Sunday, August 16, 2015

LESSON 6 Developing Basic Digital Skills

In the traditional way of learning, the 3Rs are the given emphasis in the instruction. But do you think it is still applicable in today’s generation? Guess not. On this blog post we will know deeper about the basic digital skills that are looked-for in the new digital world of information and communication technology (ICT).

On my previous blog we give prominence on the differences and comparison between the old and new generation. But on this post, we will tackle on the new generation only for this is all about their fluency skills.

Going back to the 3Rs, which are reading, writing and arithmetic, these three are the foundation in the traditional system of instruction but in the new system where literacies need to be developed by the digital learners. These literacies were the following: basic knowledge in ICT, values in ICT, and skills in ICT. These basic literacies will not replace the 3Rs but they will be complemented with six essential skills to equip students for success in the millennial world. These literacy skills are better called as fluency skills conveying the ease and facility in acquiring and using them. These are the following fluency skills:

1.      Solution fluency
  • Refers to the capacity and creativity in problem solving
  • Requires whole brain thinking executed when students define a problem, design the appropriate solution, apply the solution, and assess the process and result.
2.      Information fluency
  • Involves 3 subsets of skills: an ability to access information, an ability to retrieve information, and the ability to reflect on, assess and rewrite for instructive information packages.
3.      Collaboration fluency
  • Refers to teamwork with virtual or real partners in the online environment.
4.      Media fluency
  •  Media refers to channels of mass communication or digital sources.
5.      Creativity fluency
  • Also called artistic proficiency. It adds meaning by the way of design, art, and story-telling to package a message.
6.      Digital ethics
  • Guided by the principles of leadership, global responsibility, environmental awareness, global citizenship and personal accountability.

Entering the new world of information and communication technology opens the way for complex and higher cognitive skills. Bloom’s Taxonomy of Thinking Skills can serve as a general framework of skills, a new era of creativity in the digital world has led to introducing a kind of framework that requires information processing, idea creation and real-world problem-solving skills.


The above taxonomy is patterned after new scientific knowledge on how the human brain works. By developing higher thinking skills, the schools today can inculcate the digital fluencies, while overcoming limitations inherent in digital technology, resulting in superficial and mediocre learning skills of new learners. 
       
This serves as a guide for teachers on how the learning process of their learners took place or how it happens. As a future teacher, it is very important that we are knowledgeable of the skills that our learners need to achieve. It is as if the same with our objectives in the instruction. Also, because we are more onto the digital era, teachers as well as the students need to enhance their digital skills thus saying that we should add to the three basic R skills. We will not eradicate the three basic Rs but rather add improvement in the betterment of our skills.

We can apply this one whenever we will use audio-visual materials/resources as the aid for our instruction. For example, we choose PPT presentation in discussing our designated lesson of the day. But before we come up with that presentation, we should be able to make a good PPT slides in order for us to deliver the lesson well and attractive to student. Another thing is that we should be aware of the copyrights when we will research in the net. Ethics it is.

See? In order for us to create digital instructional materials we should first improve our basic digital fluency skills.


(Task instructions):
Looking at the records below, say how many lines include "without", and add nothing else.

[Dataset rows about figures]

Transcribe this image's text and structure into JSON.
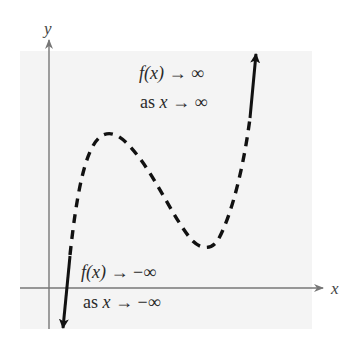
{
  "figure": {
    "axes": {
      "x_label": "x",
      "y_label": "y"
    },
    "annotations": {
      "right_end": {
        "line1_func": "f(x)",
        "line1_rest": " → ∞",
        "line2_prefix": "as ",
        "line2_var": "x",
        "line2_rest": " → ∞"
      },
      "left_end": {
        "line1_func": "f(x)",
        "line1_rest": " → −∞",
        "line2_prefix": "as ",
        "line2_var": "x",
        "line2_rest": " → −∞"
      }
    },
    "curve": {
      "description": "Cubic-like polynomial end behavior: rises to the right, falls to the left",
      "local_max_px": [
        108,
        134
      ],
      "local_min_px": [
        207,
        247
      ],
      "solid_segments": [
        "left end (arrow down)",
        "right end (arrow up)"
      ],
      "dashed_segment": "middle portion"
    },
    "colors": {
      "panel": "#f4f4f4",
      "axis": "#777777",
      "curve": "#111111",
      "text": "#2a2a2a"
    }
  }
}
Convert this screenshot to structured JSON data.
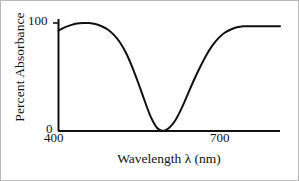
{
  "figure": {
    "background_color": "#ffffff",
    "ink_color": "#111111",
    "border_color": "#b9b9b9"
  },
  "chart_data": {
    "type": "line",
    "title": "",
    "subtitle": "",
    "xlabel": "Wavelength λ (nm)",
    "ylabel": "Percent Absorbance",
    "xlim": [
      400,
      760
    ],
    "ylim": [
      0,
      105
    ],
    "xticks": [
      400,
      700
    ],
    "xtick_labels": [
      "400",
      "700"
    ],
    "yticks": [
      0,
      100
    ],
    "ytick_labels": [
      "0",
      "100"
    ],
    "grid": false,
    "legend": null,
    "legend_position": "none",
    "annotations": [],
    "series": [
      {
        "name": "Percent Absorbance",
        "color": "#111111",
        "line_width": 2,
        "x": [
          400,
          410,
          420,
          430,
          440,
          450,
          460,
          470,
          480,
          490,
          500,
          510,
          520,
          530,
          540,
          550,
          560,
          570,
          580,
          590,
          600,
          610,
          620,
          630,
          640,
          650,
          660,
          670,
          680,
          690,
          700,
          710,
          720,
          730,
          740,
          750,
          760
        ],
        "values": [
          93,
          96,
          98,
          99.5,
          100,
          100,
          99,
          97,
          94,
          89,
          82,
          72,
          59,
          44,
          28,
          13,
          3,
          0,
          3,
          10,
          21,
          34,
          47,
          59,
          70,
          79,
          86,
          91,
          94,
          96,
          97,
          97,
          97,
          97,
          97,
          97,
          97
        ]
      }
    ]
  },
  "axis_labels": {
    "y_max": "100",
    "y_min": "0",
    "x_min": "400",
    "x_max": "700"
  }
}
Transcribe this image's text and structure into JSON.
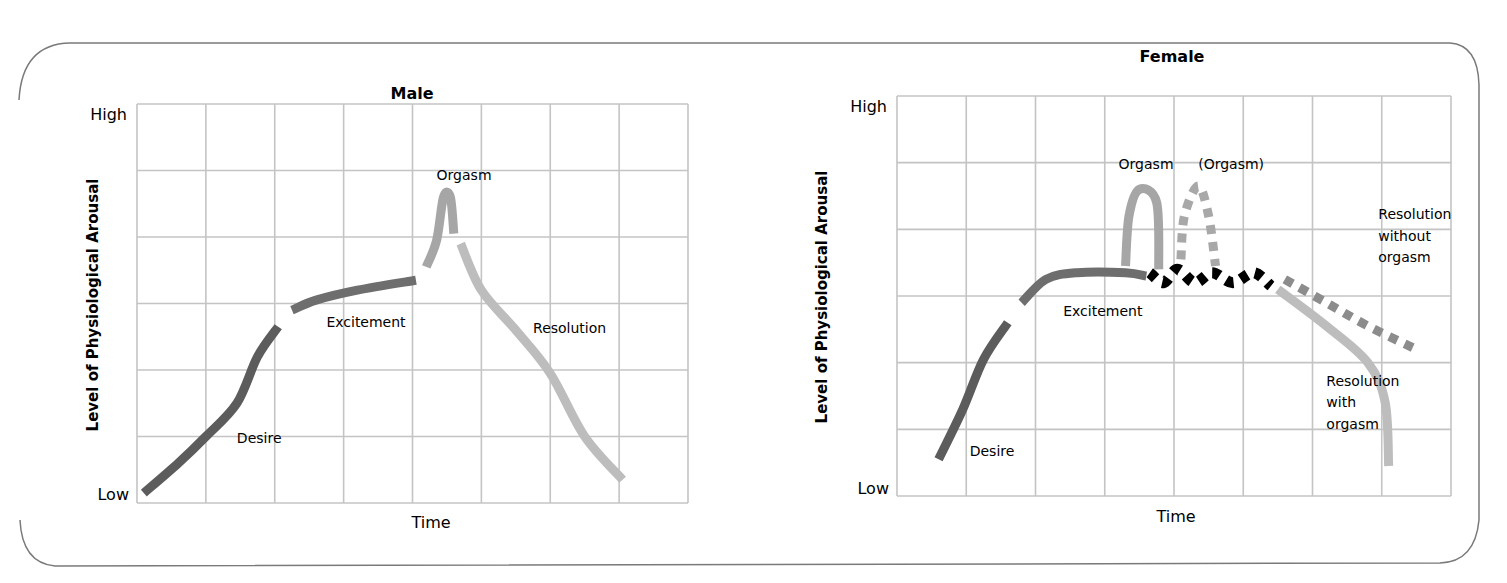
{
  "frame": {
    "border_color": "#7a7a7a",
    "grid_color": "#c4c4c4"
  },
  "colors": {
    "desire": "#5c5c5c",
    "excitement": "#6e6e6e",
    "orgasm": "#a6a6a6",
    "resolution": "#bdbdbd",
    "plateau_dots": "#000000",
    "dotted_gray": "#a8a8a8",
    "dotted_dark": "#8c8c8c"
  },
  "chart_data": [
    {
      "type": "line",
      "title": "Male",
      "xlabel": "Time",
      "ylabel": "Level of Physiological Arousal",
      "y_ticks": [
        "High",
        "Low"
      ],
      "grid": {
        "on": true,
        "columns": 8,
        "rows": 6
      },
      "xlim": [
        0,
        8
      ],
      "ylim": [
        0,
        6
      ],
      "plot_box": {
        "left": 137,
        "top": 104,
        "right": 688,
        "bottom": 503
      },
      "series": [
        {
          "name": "Desire",
          "style": "solid",
          "color_key": "desire",
          "points": [
            [
              0.1,
              0.15
            ],
            [
              0.6,
              0.6
            ],
            [
              1.0,
              1.0
            ],
            [
              1.45,
              1.5
            ],
            [
              1.75,
              2.2
            ],
            [
              2.05,
              2.65
            ]
          ]
        },
        {
          "name": "Excitement",
          "style": "solid",
          "color_key": "excitement",
          "points": [
            [
              2.25,
              2.9
            ],
            [
              2.6,
              3.05
            ],
            [
              3.2,
              3.2
            ],
            [
              4.05,
              3.35
            ]
          ]
        },
        {
          "name": "Orgasm",
          "style": "solid",
          "color_key": "orgasm",
          "points": [
            [
              4.2,
              3.55
            ],
            [
              4.35,
              3.95
            ],
            [
              4.45,
              4.6
            ],
            [
              4.55,
              4.6
            ],
            [
              4.6,
              4.05
            ]
          ]
        },
        {
          "name": "Resolution",
          "style": "solid",
          "color_key": "resolution",
          "points": [
            [
              4.7,
              3.9
            ],
            [
              5.0,
              3.2
            ],
            [
              5.5,
              2.6
            ],
            [
              6.0,
              1.95
            ],
            [
              6.5,
              1.0
            ],
            [
              7.05,
              0.35
            ]
          ]
        }
      ],
      "annotations": [
        {
          "text": "Orgasm",
          "x": 4.35,
          "y": 4.85
        },
        {
          "text": "Excitement",
          "x": 2.75,
          "y": 2.65
        },
        {
          "text": "Resolution",
          "x": 5.75,
          "y": 2.55
        },
        {
          "text": "Desire",
          "x": 1.45,
          "y": 0.9
        }
      ]
    },
    {
      "type": "line",
      "title": "Female",
      "xlabel": "Time",
      "ylabel": "Level of Physiological Arousal",
      "y_ticks": [
        "High",
        "Low"
      ],
      "grid": {
        "on": true,
        "columns": 8,
        "rows": 6
      },
      "xlim": [
        0,
        8
      ],
      "ylim": [
        0,
        6
      ],
      "plot_box": {
        "left": 897,
        "top": 96,
        "right": 1451,
        "bottom": 496
      },
      "series": [
        {
          "name": "Desire",
          "style": "solid",
          "color_key": "desire",
          "points": [
            [
              0.6,
              0.55
            ],
            [
              0.95,
              1.3
            ],
            [
              1.25,
              2.05
            ],
            [
              1.6,
              2.6
            ]
          ]
        },
        {
          "name": "Excitement",
          "style": "solid",
          "color_key": "excitement",
          "points": [
            [
              1.8,
              2.9
            ],
            [
              2.15,
              3.25
            ],
            [
              2.6,
              3.35
            ],
            [
              3.3,
              3.35
            ],
            [
              3.6,
              3.3
            ]
          ]
        },
        {
          "name": "Orgasm",
          "style": "solid",
          "color_key": "orgasm",
          "points": [
            [
              3.3,
              3.45
            ],
            [
              3.35,
              4.2
            ],
            [
              3.5,
              4.6
            ],
            [
              3.75,
              4.4
            ],
            [
              3.78,
              3.4
            ]
          ]
        },
        {
          "name": "(Orgasm)",
          "style": "dotted",
          "color_key": "dotted_gray",
          "points": [
            [
              4.1,
              3.55
            ],
            [
              4.15,
              4.2
            ],
            [
              4.35,
              4.65
            ],
            [
              4.5,
              4.2
            ],
            [
              4.6,
              3.45
            ]
          ]
        },
        {
          "name": "Plateau oscillation",
          "style": "dotted",
          "color_key": "plateau_dots",
          "points": [
            [
              3.65,
              3.35
            ],
            [
              3.85,
              3.2
            ],
            [
              4.05,
              3.4
            ],
            [
              4.3,
              3.2
            ],
            [
              4.55,
              3.35
            ],
            [
              4.85,
              3.2
            ],
            [
              5.15,
              3.35
            ],
            [
              5.4,
              3.15
            ]
          ]
        },
        {
          "name": "Resolution without orgasm",
          "style": "dotted",
          "color_key": "dotted_dark",
          "points": [
            [
              5.6,
              3.25
            ],
            [
              6.2,
              2.9
            ],
            [
              6.8,
              2.55
            ],
            [
              7.5,
              2.2
            ]
          ]
        },
        {
          "name": "Resolution with orgasm",
          "style": "solid",
          "color_key": "resolution",
          "points": [
            [
              5.5,
              3.1
            ],
            [
              6.2,
              2.55
            ],
            [
              6.8,
              2.0
            ],
            [
              7.05,
              1.4
            ],
            [
              7.1,
              0.45
            ]
          ]
        }
      ],
      "annotations": [
        {
          "text": "Orgasm",
          "x": 3.2,
          "y": 4.9
        },
        {
          "text": "(Orgasm)",
          "x": 4.35,
          "y": 4.9
        },
        {
          "text": "Resolution",
          "x": 6.95,
          "y": 4.15
        },
        {
          "text": "without",
          "x": 6.95,
          "y": 3.83
        },
        {
          "text": "orgasm",
          "x": 6.95,
          "y": 3.51
        },
        {
          "text": "Excitement",
          "x": 2.4,
          "y": 2.7
        },
        {
          "text": "Resolution",
          "x": 6.2,
          "y": 1.65
        },
        {
          "text": "with",
          "x": 6.2,
          "y": 1.33
        },
        {
          "text": "orgasm",
          "x": 6.2,
          "y": 1.01
        },
        {
          "text": "Desire",
          "x": 1.05,
          "y": 0.6
        }
      ]
    }
  ]
}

(Answer to the problem):
2